The result could very well be a worst case scenario. Not only will the most major oil and gas deposits be opened up to exploitation by oil and gas corporations, thus further feeding climate change, but massive "green" and "renewable" energy projects will rise along the East and West Coasts.

So how on earth is it that I'm opposed to "green" and "renewable" energy development? Why do I keep putting these words in quotation marks?

In truth there is nothing green about wind farm arrays and tidal generators the size and nature which of which are currently being designed and contemplated along the OCS. We're talking about huge industrial operations with major ocean bottom footprints, surface water footprints, and atmospheric footprints. These projects will undoubtedly have negative consequences for ocean life, from whales to plankton. There is nothing "green" about any of this except that these projects will, once in place, emit less carbon into the atmosphere than hydrocarbon projects.

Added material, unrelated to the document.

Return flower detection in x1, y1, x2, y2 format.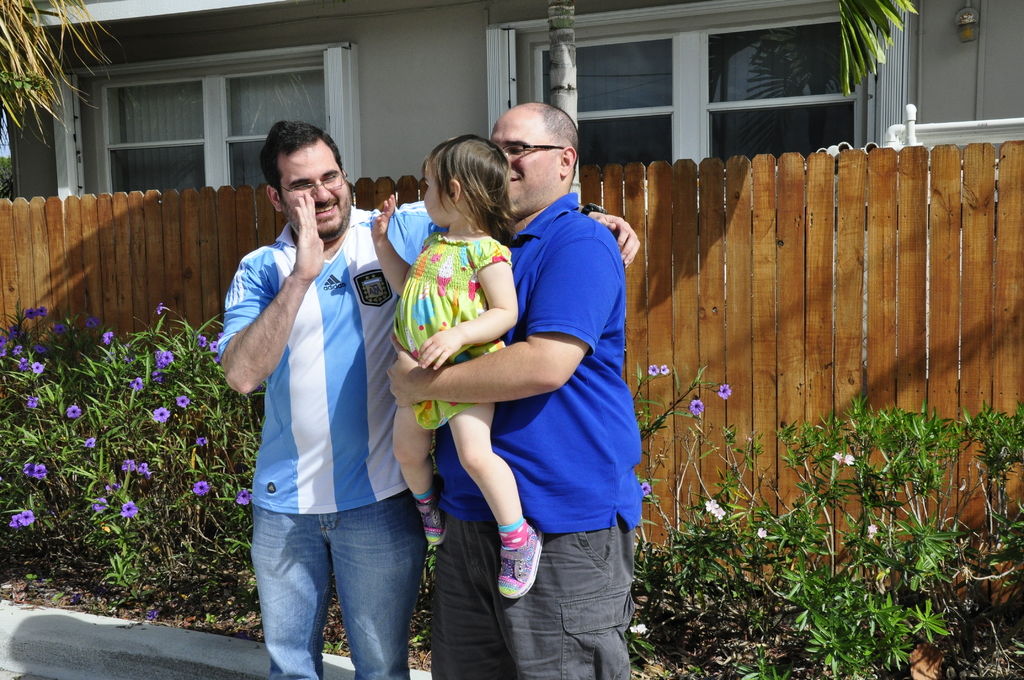
702, 495, 726, 524.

Furthermore, these kinds of projects do nothing to address one of the most critical issues of energy: decentralization and localization. Without decentralizing the ways we produce energy, and relocating production closer to the point of consumption, we are simply carrying on the ecologically destructive and economically dangerous status quo. We're encouraging energy development by transnational corporations and investment banks for their profit instead of fostering community self-reliance and control over energy.

The kicker to Salazar's plan seems to be that the areas of the OCS where the major oil and gas actually does lie - Gulf of Mexico and Alaska - is where Interior will be moving ahead full steam to sign lease agreements. Drill baby, drill! So we're likely to get the worst possible solution. More carbon-based energy development plus pseudo-green projects that may simultaneously palliate the public and do great damage to marine ecosystems.

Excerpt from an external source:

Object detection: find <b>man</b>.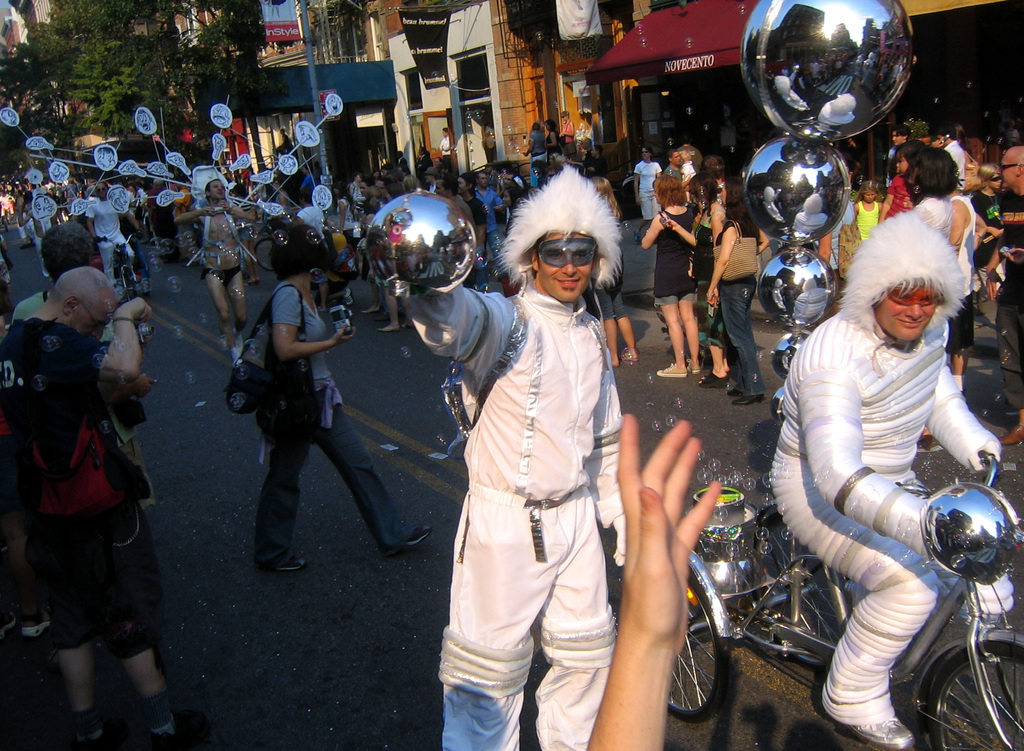
BBox(433, 172, 470, 218).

Salazar's next stop is Alaska. Then it's on to San Francisco:
When: Thursday, April 16, 2009
Doors open at 8 AM, event begins at 9 AM

Where:
Mission Bay Conference Center at UCSF
Robertson Auditorium
1675 Owens Street
San Francisco, CA
My advice to those who care to find a better solution? Oppose all oil and gas drilling in all federal OCS territories, not just your local coastline. And go much further; attack the idea that these "renewable" projects are appropriate in their size and design. If we are serious about dealing with the ecological crisis we have precipitated we should be withdrawing our destructive presence from the oceans, not expanding them. Demand a more decentralized and localized energy plan from the administration. This might mean moving away from the Interior Department as a broker of resources. The era of the US government selling off our sacred forests, mountains, rivers and oceans for corporations profit and consumer pleasure must end.

1 comment:

butterfly said...

Once again, thank you for your insightful critiques. We rarely hear this type of critical analysis of "green energy" in the media or even in the alternative media sources. I really like the sound of creating decentralized and localized energy controlled by the people but the construction and creation of the machinery necessary to produce enough energy for a small city of 50,000 people would also have negative environmental impacts. Even more complicated, what if we live in a desert, where local energy production is nearly impossible?